A release of one, or more, repos can be performed from the global release-orchestration-job. This will:

  • Ensure the release of each repo
    • Is done in the right order.
    • Their dependencies will be released first, if selected.
    • Use the latest release of their dependencies.
  • After release, trigger the snapshot-job of the first repo that was released. So that all the snapshot-jobs will run and step snapshot-versions.

It will invoke the release-jobs of each repo. This means you can have a look there for more details on that specific release.

Hotfix

Having the priority among branches, mentioned above, will enable you to push a hotfix-branch from any commit and have the release being performed from that commit. If your master points to latest installed version:

  • git checkout master
  • git checkout -b hotfix
  • git push -u origin hotfix

Then just trigger the release.

Advantages

Your entire Jenkins configuration is put under version control. Well... you need to create one Job DSL -job manually that polls, or is triggered by changes in, the git service. But that job can have its DSL in a Git-repo. This has a bunch of advantages.

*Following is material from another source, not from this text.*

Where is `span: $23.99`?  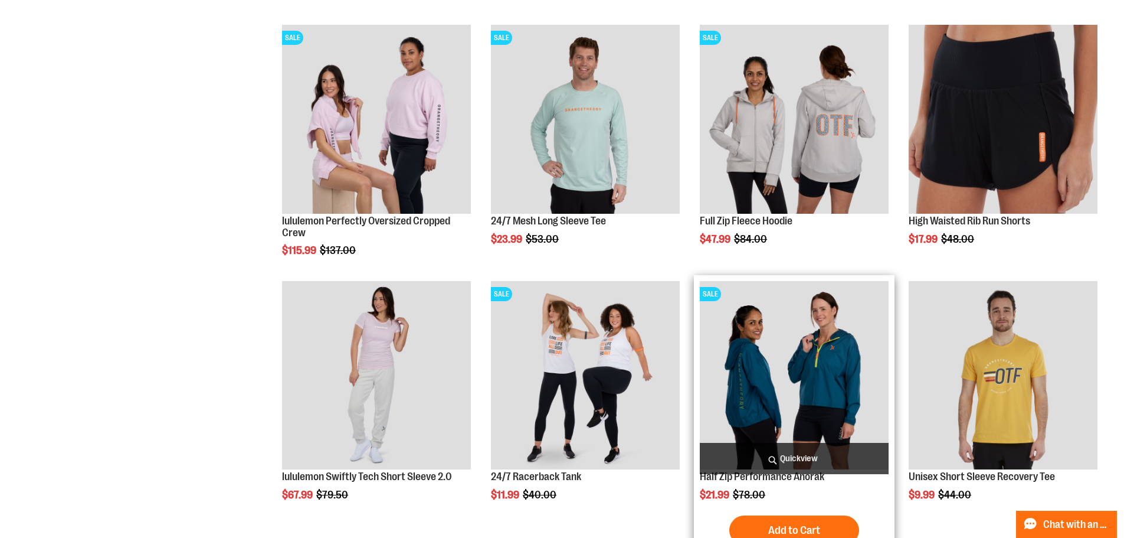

  • No more browsing around in Jenkins and fiddling with settings.
  • You can track changes in the jobs. Just use git blame, it is all code now!
  • All your jobs are backed up with Git.
  • You can easily setup a development instance of Jenkins that behaves very much like your production instance.
  • You can generate release-jobs in one Jenkins and snapshot jobs in another. Letting only a few people use the release-jenkins and anyone use the other instance.